Well worth a read..........

Yes, some of the information in the book can be found in other books, but not everyone has the time to read dozens of different books on the subject or american medical care both pros and cons. Who ever knew that a town in Oregon was #1 in the number of back surgeries or a place in the midwest was # 1 in cardio procedures. Medicine has sure made itself into special places for certain medical procedures. And her information on how medical procedures and doctors connections to medical providers be it equipment or insurance coverage is equally interesting. Already knew Sweden was great when it came to medical care, as well as France in many ways. Sweden is it should be noted is a country with a non minority cultural connection that combines food choices and lifestyle choices that most of the citizens identify with. When everyone in a country with a common goal cooperates the results are an overall high standard of living for everyone. Would have liked to have had the author actually spend time in France and Sweden looking firsthand at how things are done, rather than rely on other peoples information or antidotal examples.

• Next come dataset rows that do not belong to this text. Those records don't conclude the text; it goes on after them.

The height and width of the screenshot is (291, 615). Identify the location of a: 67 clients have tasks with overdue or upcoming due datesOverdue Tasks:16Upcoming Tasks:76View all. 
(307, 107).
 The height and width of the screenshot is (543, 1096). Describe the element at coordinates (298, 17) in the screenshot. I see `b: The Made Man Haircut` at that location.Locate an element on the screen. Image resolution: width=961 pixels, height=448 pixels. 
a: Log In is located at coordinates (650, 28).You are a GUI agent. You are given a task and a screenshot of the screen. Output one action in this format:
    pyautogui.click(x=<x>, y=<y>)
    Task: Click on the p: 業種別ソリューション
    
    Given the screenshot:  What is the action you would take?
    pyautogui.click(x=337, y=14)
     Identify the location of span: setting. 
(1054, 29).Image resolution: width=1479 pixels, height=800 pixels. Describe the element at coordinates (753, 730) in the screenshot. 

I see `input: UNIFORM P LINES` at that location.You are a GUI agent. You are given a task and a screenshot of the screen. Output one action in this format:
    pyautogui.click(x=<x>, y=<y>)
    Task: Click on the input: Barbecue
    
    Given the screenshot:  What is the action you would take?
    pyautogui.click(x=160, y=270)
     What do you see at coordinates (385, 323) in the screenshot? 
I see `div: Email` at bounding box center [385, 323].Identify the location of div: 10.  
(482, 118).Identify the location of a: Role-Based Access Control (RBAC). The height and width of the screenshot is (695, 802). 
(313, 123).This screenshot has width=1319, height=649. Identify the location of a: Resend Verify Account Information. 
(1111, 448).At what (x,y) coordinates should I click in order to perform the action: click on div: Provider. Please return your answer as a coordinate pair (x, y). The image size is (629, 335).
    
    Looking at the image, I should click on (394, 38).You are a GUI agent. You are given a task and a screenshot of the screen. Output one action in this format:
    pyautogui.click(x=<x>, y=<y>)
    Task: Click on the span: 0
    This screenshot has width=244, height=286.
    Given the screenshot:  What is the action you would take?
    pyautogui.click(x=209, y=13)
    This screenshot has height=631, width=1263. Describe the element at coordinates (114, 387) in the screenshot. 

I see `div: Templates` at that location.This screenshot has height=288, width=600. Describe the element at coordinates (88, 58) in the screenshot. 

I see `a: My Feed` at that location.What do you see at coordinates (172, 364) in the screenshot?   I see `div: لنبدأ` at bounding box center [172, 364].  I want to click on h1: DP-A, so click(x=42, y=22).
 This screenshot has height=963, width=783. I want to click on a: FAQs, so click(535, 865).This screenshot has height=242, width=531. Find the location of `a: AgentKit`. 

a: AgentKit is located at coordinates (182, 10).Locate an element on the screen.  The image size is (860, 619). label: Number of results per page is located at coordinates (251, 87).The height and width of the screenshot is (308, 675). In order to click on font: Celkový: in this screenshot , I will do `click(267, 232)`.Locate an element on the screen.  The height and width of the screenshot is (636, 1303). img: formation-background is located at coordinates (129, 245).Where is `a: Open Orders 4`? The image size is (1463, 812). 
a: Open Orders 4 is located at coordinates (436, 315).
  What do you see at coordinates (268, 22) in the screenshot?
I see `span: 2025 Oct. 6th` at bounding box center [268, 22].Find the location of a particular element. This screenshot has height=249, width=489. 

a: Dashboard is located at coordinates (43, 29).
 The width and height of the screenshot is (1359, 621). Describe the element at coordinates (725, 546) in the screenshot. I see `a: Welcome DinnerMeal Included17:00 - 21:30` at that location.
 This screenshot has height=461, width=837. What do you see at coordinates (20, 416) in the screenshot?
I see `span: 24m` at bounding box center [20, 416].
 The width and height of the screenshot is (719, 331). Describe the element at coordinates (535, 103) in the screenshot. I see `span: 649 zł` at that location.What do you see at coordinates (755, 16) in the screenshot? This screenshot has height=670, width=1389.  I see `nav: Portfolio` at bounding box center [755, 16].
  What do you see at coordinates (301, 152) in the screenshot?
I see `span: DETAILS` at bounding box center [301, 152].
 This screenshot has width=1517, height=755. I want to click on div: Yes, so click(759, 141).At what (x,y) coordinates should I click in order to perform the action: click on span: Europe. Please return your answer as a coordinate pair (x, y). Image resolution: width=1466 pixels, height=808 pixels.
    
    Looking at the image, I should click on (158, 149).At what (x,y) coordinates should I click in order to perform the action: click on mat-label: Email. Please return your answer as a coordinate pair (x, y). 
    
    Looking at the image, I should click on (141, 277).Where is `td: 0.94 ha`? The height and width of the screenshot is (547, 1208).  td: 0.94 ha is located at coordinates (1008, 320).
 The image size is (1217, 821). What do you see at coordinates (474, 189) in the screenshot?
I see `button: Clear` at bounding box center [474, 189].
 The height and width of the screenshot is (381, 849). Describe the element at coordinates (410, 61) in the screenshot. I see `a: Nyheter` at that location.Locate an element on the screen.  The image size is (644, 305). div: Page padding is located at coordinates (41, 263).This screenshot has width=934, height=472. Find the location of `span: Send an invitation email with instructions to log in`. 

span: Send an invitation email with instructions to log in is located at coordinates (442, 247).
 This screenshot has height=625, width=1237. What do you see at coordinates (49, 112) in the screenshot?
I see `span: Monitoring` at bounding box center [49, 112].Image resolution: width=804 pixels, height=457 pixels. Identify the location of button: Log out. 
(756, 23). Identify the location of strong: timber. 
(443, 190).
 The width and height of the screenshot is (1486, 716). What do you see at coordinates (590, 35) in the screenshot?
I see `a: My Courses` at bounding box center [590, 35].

Easy reading, Hard thinking

This well-written book is easy to read and raises some big questions about what we really want from our health care system. The author has obviously done a lot of research and looks at the history of how we got here, but she also brings it all to life with lots of stories and real examples. I'm a nurse, but I learned new things from reading this and found that it gave me some new perspectives on my work and the experiences of my patients. Definitely recommend it to anyone concerned about the cost and quality of our American health care system.